Detection Methods for CVE-2024-22393
Indicators of Compromise
- Unusual memory consumption spikes correlated with image upload requests
- Server out-of-memory (OOM) events following content creation activities
- Upload of image files with abnormally high dimension-to-file-size ratios
- Repeated image uploads from single user accounts in short timeframes
Detection Strategies
- Monitor server memory utilization patterns, alerting on rapid consumption increases during upload operations
- Implement application-layer logging to capture image upload metadata including file dimensions and sizes
- Configure web application firewall rules to flag uploads with suspicious dimension characteristics
- Enable process monitoring to detect Apache Answer service crashes or restarts
Monitoring Recommendations
- Establish baseline metrics for normal image upload sizes and server memory consumption
- Deploy real-time alerting for memory threshold breaches on Apache Answer server instances
- Review application logs for failed image processing operations that may indicate exploitation attempts
- Monitor for service availability degradation patterns consistent with resource exhaustion attacks
How to Mitigate CVE-2024-22393
Immediate Actions Required
- Upgrade Apache Answer to version 1.2.5 or later, which contains the security fix
- Audit recent image uploads for files with suspicious dimension characteristics
- Implement temporary upload restrictions if immediate patching is not possible
- Review server resource allocation and consider increasing memory limits as a temporary buffer
Patch Information
Apache has addressed this vulnerability in Apache Answer version 1.2.5. Users are strongly recommended to upgrade to this version or later to remediate the Pixel Flood Attack vector.

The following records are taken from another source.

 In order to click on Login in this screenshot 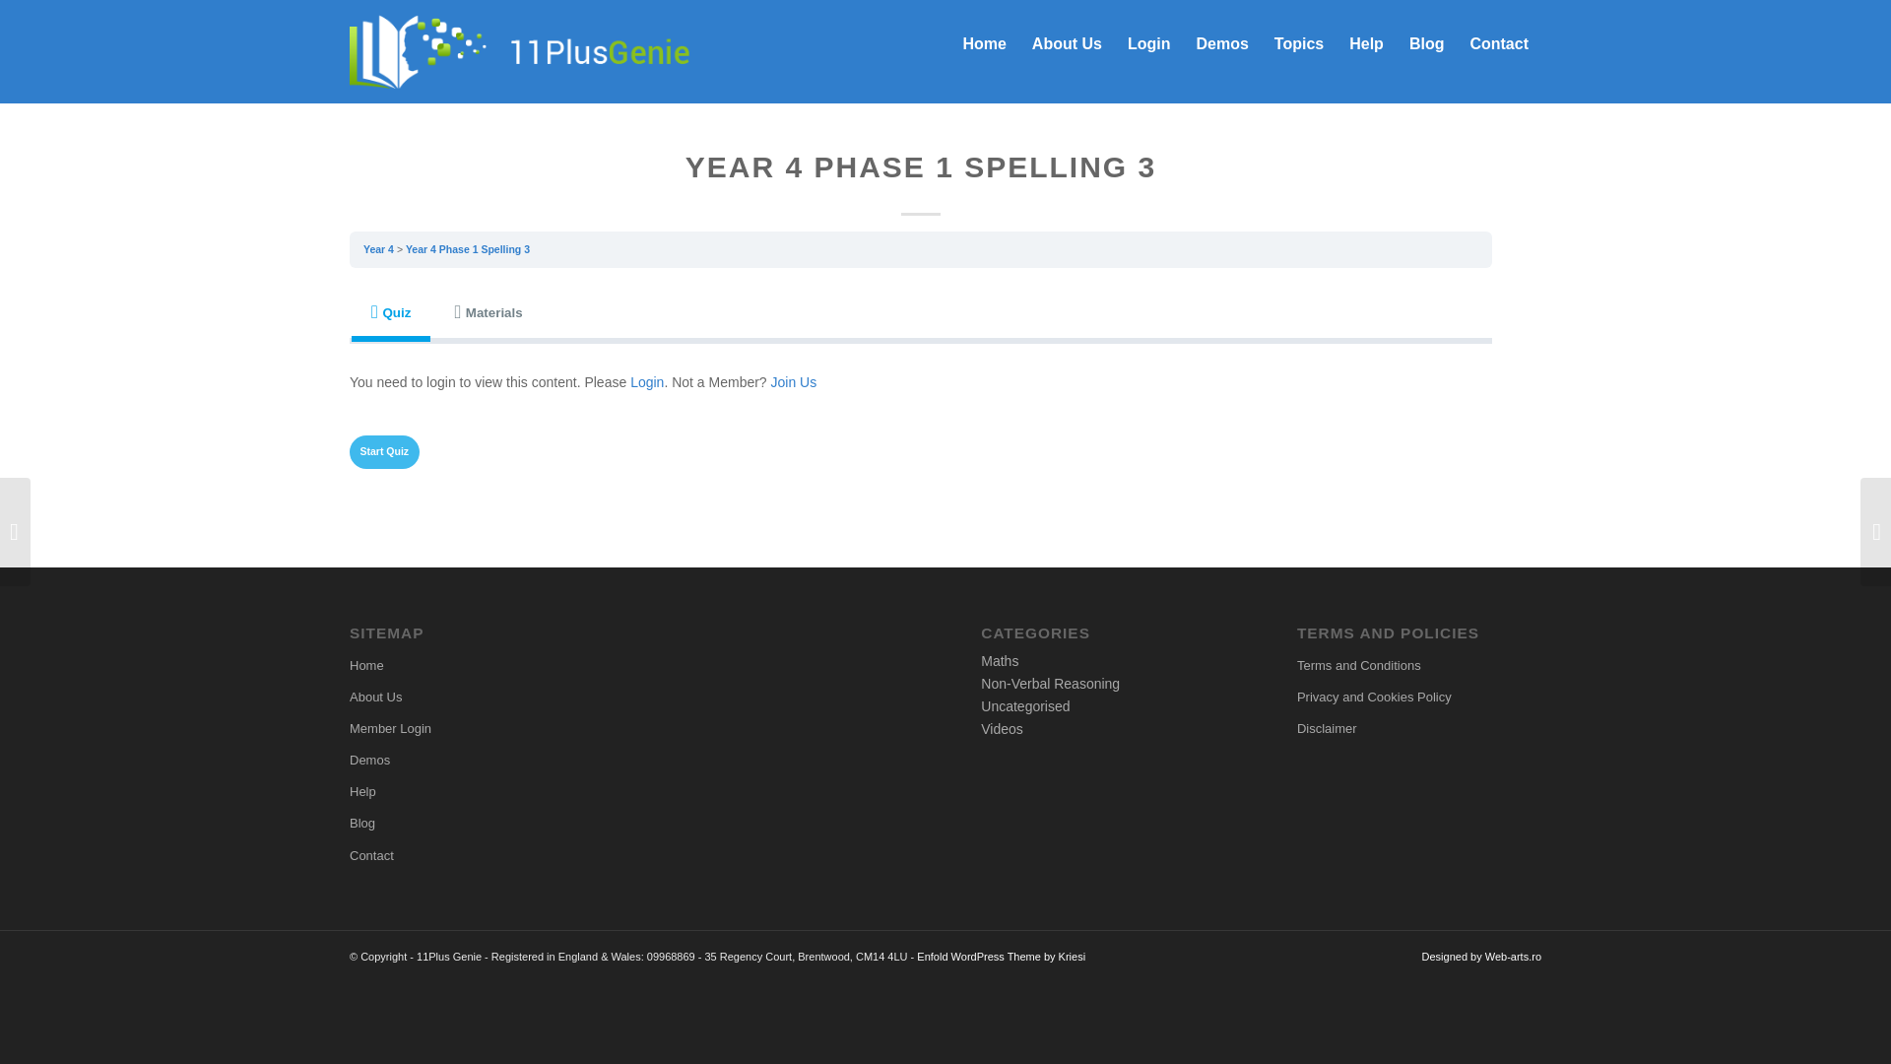, I will do `click(646, 382)`.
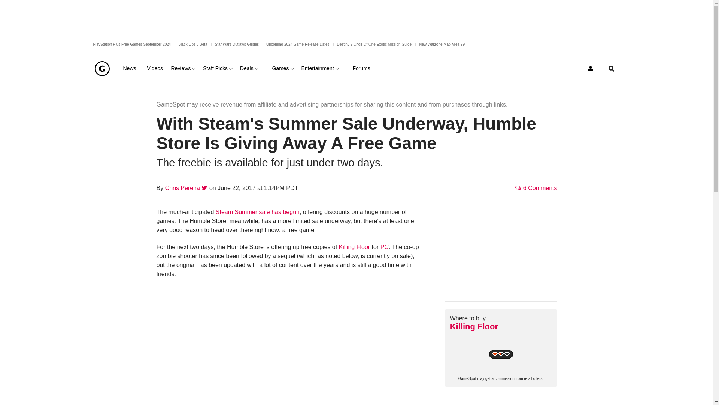  Describe the element at coordinates (155, 68) in the screenshot. I see `Videos` at that location.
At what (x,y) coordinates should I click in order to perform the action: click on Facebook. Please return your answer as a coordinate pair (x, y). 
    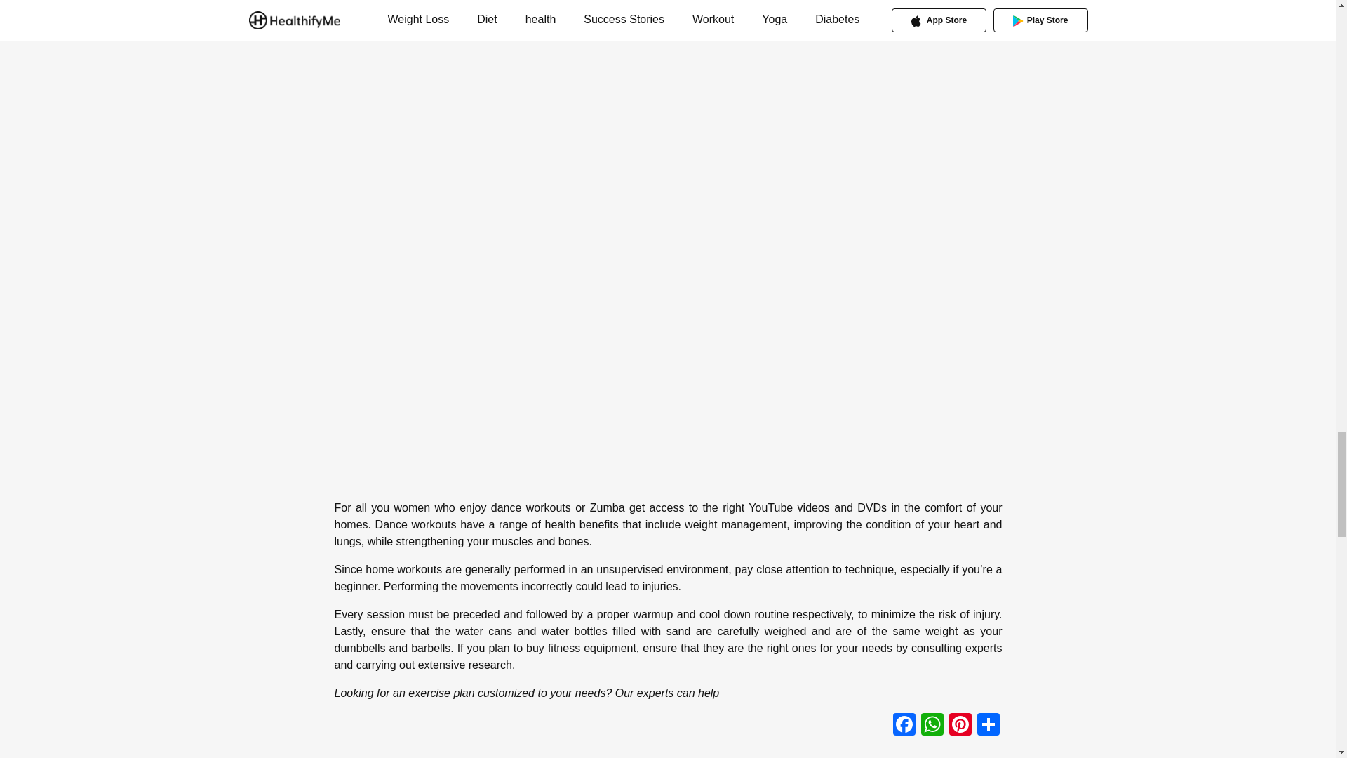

The fix implements proper validation of image dimensions and memory consumption controls during upload processing.
Patch details and upgrade instructions are available in the official Apache security advisory.
Workarounds
- Implement reverse proxy or WAF rules to restrict maximum image dimensions before they reach the application
- Configure server-level memory limits for the Apache Answer process to contain the blast radius of exploitation
- Temporarily disable image upload functionality if the risk is deemed unacceptable and patching is delayed
- Deploy container-based isolation with strict memory constraints to prevent host system exhaustion
# Example: Configure memory limits for Apache Answer container
# Limit container memory to prevent host exhaustion
docker run -d \
--name apache-answer \
--memory="2g" \
--memory-swap="2g" \
apache/answer:1.2.5
Disclaimer: This content was generated using AI. While we strive for accuracy, please verify critical information with official sources.